BOOK REVIEW

Horthólary, by Michael Reynier

Paul StJohn Mackintosh

Fearful French Fantastic Fun

Horthólary is the second collection of historical, fantastical adventures of Professor Summanus Horthólary, French savant and sometime occult investigator, from his student years under Louis XV to his old age in Napoleonic France. “The four tales presented here span almost the entire life of Professor Horthólary, from a few days before his birth to within two years of his death,” as the Preface explains. “Why these four, and not any of the many other accounts encrypted in his journals? To begin with, they are among the more unusual of his cases: encounters with flying machines, meteors, witchcraft and giants. ” And the tales more than deliver on the promise of the unusual.

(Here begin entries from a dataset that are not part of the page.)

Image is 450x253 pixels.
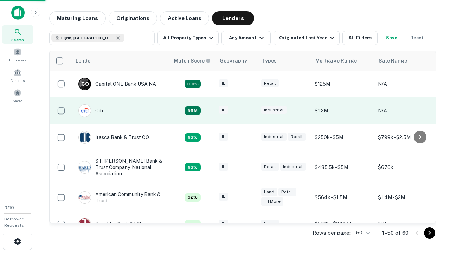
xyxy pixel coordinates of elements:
[258,51,311,71] th: Types
[220,57,247,65] div: Geography
[109,11,157,25] button: Originations
[76,57,93,65] div: Lender
[216,51,258,71] th: Geography
[174,57,211,65] div: Capitalize uses an advanced AI algorithm to match your search with the best lender. The match sco...
[288,133,306,141] div: Retail
[4,206,14,211] span: 0 / 10
[11,78,25,83] span: Contacts
[212,11,254,25] button: Lenders
[79,132,91,144] img: picture
[311,97,375,124] td: $1.2M
[219,163,228,171] div: IL
[79,192,91,204] img: picture
[2,45,33,64] a: Borrowers
[71,51,170,71] th: Lender
[316,57,357,65] div: Mortgage Range
[158,31,219,45] button: All Property Types
[375,124,438,151] td: $799k - $2.5M
[78,78,156,90] div: Capital ONE Bank USA NA
[219,220,228,228] div: IL
[261,198,284,206] div: + 1 more
[79,162,91,174] img: picture
[415,175,450,208] iframe: Chat Widget
[375,71,438,97] td: N/A
[311,51,375,71] th: Mortgage Range
[424,228,436,239] button: Go to next page
[185,194,201,202] div: Capitalize uses an advanced AI algorithm to match your search with the best lender. The match sco...
[170,51,216,71] th: Capitalize uses an advanced AI algorithm to match your search with the best lender. The match sco...
[279,188,296,196] div: Retail
[11,37,24,43] span: Search
[79,105,91,117] img: picture
[375,211,438,238] td: N/A
[61,35,114,41] span: Elgin, [GEOGRAPHIC_DATA], [GEOGRAPHIC_DATA]
[79,219,91,231] img: picture
[311,151,375,184] td: $435.5k - $5M
[4,217,24,228] span: Borrower Requests
[81,81,89,88] p: C O
[78,218,156,231] div: Republic Bank Of Chicago
[49,11,106,25] button: Maturing Loans
[185,80,201,88] div: Capitalize uses an advanced AI algorithm to match your search with the best lender. The match sco...
[78,131,150,144] div: Itasca Bank & Trust CO.
[311,184,375,211] td: $564k - $1.5M
[354,228,371,238] div: 50
[375,97,438,124] td: N/A
[219,106,228,114] div: IL
[311,124,375,151] td: $250k - $5M
[261,163,279,171] div: Retail
[274,31,340,45] button: Originated Last Year
[185,107,201,115] div: Capitalize uses an advanced AI algorithm to match your search with the best lender. The match sco...
[2,25,33,44] a: Search
[219,80,228,88] div: IL
[222,31,271,45] button: Any Amount
[375,151,438,184] td: $670k
[78,158,163,177] div: ST. [PERSON_NAME] Bank & Trust Company, National Association
[2,86,33,105] a: Saved
[280,163,306,171] div: Industrial
[279,34,337,42] div: Originated Last Year
[78,191,163,204] div: American Community Bank & Trust
[261,80,279,88] div: Retail
[343,31,378,45] button: All Filters
[185,163,201,172] div: Capitalize uses an advanced AI algorithm to match your search with the best lender. The match sco...
[262,57,277,65] div: Types
[381,31,403,45] button: Save your search to get updates of matches that match your search criteria.
[219,193,228,201] div: IL
[261,133,287,141] div: Industrial
[375,184,438,211] td: $1.4M - $2M
[261,106,287,114] div: Industrial
[219,133,228,141] div: IL
[311,71,375,97] td: $125M
[406,31,429,45] button: Reset
[2,66,33,85] a: Contacts
[174,57,209,65] h6: Match Score
[78,105,103,117] div: Citi
[379,57,408,65] div: Sale Range
[261,220,279,228] div: Retail
[13,98,23,104] span: Saved
[160,11,209,25] button: Active Loans
[11,6,25,20] img: capitalize-icon.png
[375,51,438,71] th: Sale Range
[313,229,351,238] p: Rows per page:
[383,229,409,238] p: 1–50 of 60
[261,188,277,196] div: Land
[311,211,375,238] td: $500k - $880.5k
[185,220,201,229] div: Capitalize uses an advanced AI algorithm to match your search with the best lender. The match sco...
[185,133,201,142] div: Capitalize uses an advanced AI algorithm to match your search with the best lender. The match sco...
[9,57,26,63] span: Borrowers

The stories develop a common cast of characters and setting, rooting and deepening the narratives while still able to stand alone. Jean Gélis, Lieutenant-Criminal of the Sénéchaussée of Pessane and Horthólary’s longtime companion and Watson, Césaire Poquelin the redoubtable peasant boy, the sinister Philippe Rapin, Bishop and later Archbishop, are all drawn with great conviction. Any reader who might be deterred by the cod presentation of the tales as a fake piece of scholarship, by “E.S. Rubus … Professor of Regional and Dialectical Studies at the University of Pessane where she has studied and taught the journals of Summanus Horthólary for over twenty-five years,” shouldn’t be: although the setting and some of the diction might have a period flavour, the tales are anything but antiquated. Lovers of steampunk and occult adventures will find plenty to enjoy.

Others will delight in the loving, intricately detailed – and painstakingly mapped – evocation of Montagascony, “that was once called the Pays Montagasque,” the provincial southern French setting with its warring institutions, brutal peasantry, oppressive church, and secretive heretical sect of Palbanites. The sense of place is so rich that it’s surprising to discover that Michael Reynier, despite his name, is British and a former British Museum employee.

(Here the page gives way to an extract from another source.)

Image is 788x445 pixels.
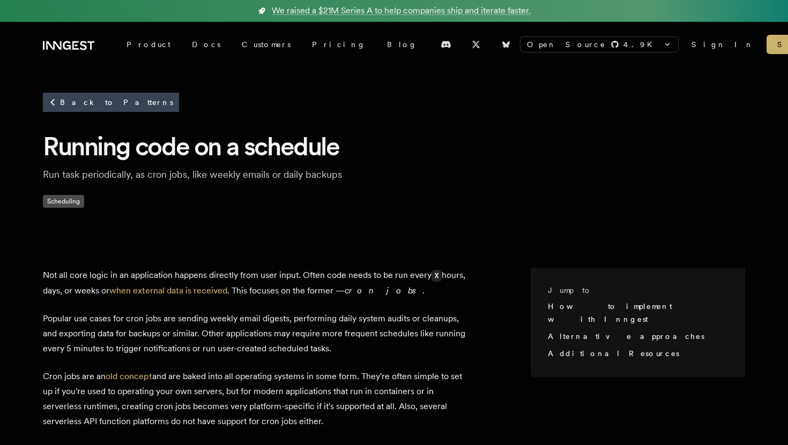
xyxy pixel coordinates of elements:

Anyone who knows Clark Ashton Smith’s Averoigne tales will be reminded of that imaginary French province, and that’s high praise indeed. There are other more recent but just as distinguished precedents: the alien visitation of “Dii Nixi,” for instance, evokes the shade of T.E.D. Klein’s celebrated “The Events at Poroth Farm” without being overshadowed by it. Actually, some of the stories, especially the last one, “Nemestrinus,” work terrifically well as tales of detection – though with premises and outcomes that few mundane investigators could predict.

The edition is produced to the usual superlative standards at Tartarus Press, and for anyone who doesn’t wish to spend £35.00 for the sewn hardback limited edition of just 300 copies, there’s a freely available ebook version, in both EPUB and MOBI/Kindle formats, for just £4.99. At that price, it’s a bargain, for some superb enjoyment.

 

From the Book:

“Summanus Horthólary has been a Professor of Anatomy for over fifty years. He has assisted the Sénéchal of Pessane on several of the most unusual cases that the Office has had to deal with. But never has he been confronted with such a ghastly sight as this.”

“The figure—it is clearly a figure he can see now, sprawled face-up in the snow—is not moving and, although he can never satisfactorily explain it, he knows it is without life. And yet its discovery has spoiled the moment. Irritably, Guillaume Tichot trots towards the spot in the snow, adjusting his woollen britches and wiping his hand on a spray of mistletoe. He peers over the motionless figure. It is a man and he is dead, his frozen features preserving in perfect frosty exactitude an expression of abject fear. “

“As the winter far away yawns and stretches in her great bed of ice and autumn’s scything winds are unleashed, the leaf transforms into a fiery blaze of russet-red, orange and ochre-gold. And with this one act of rebellion a whole revolution is begun. Each leaf now takes its turn to destroy itself in defiance of the cruelty of the seasons. The whole forest catches colour, the scorching flames bleeding into the valleys and ravines in great incontinent daubs of saffron and ruby. Autumn is loose and even now she bounds across the plains.”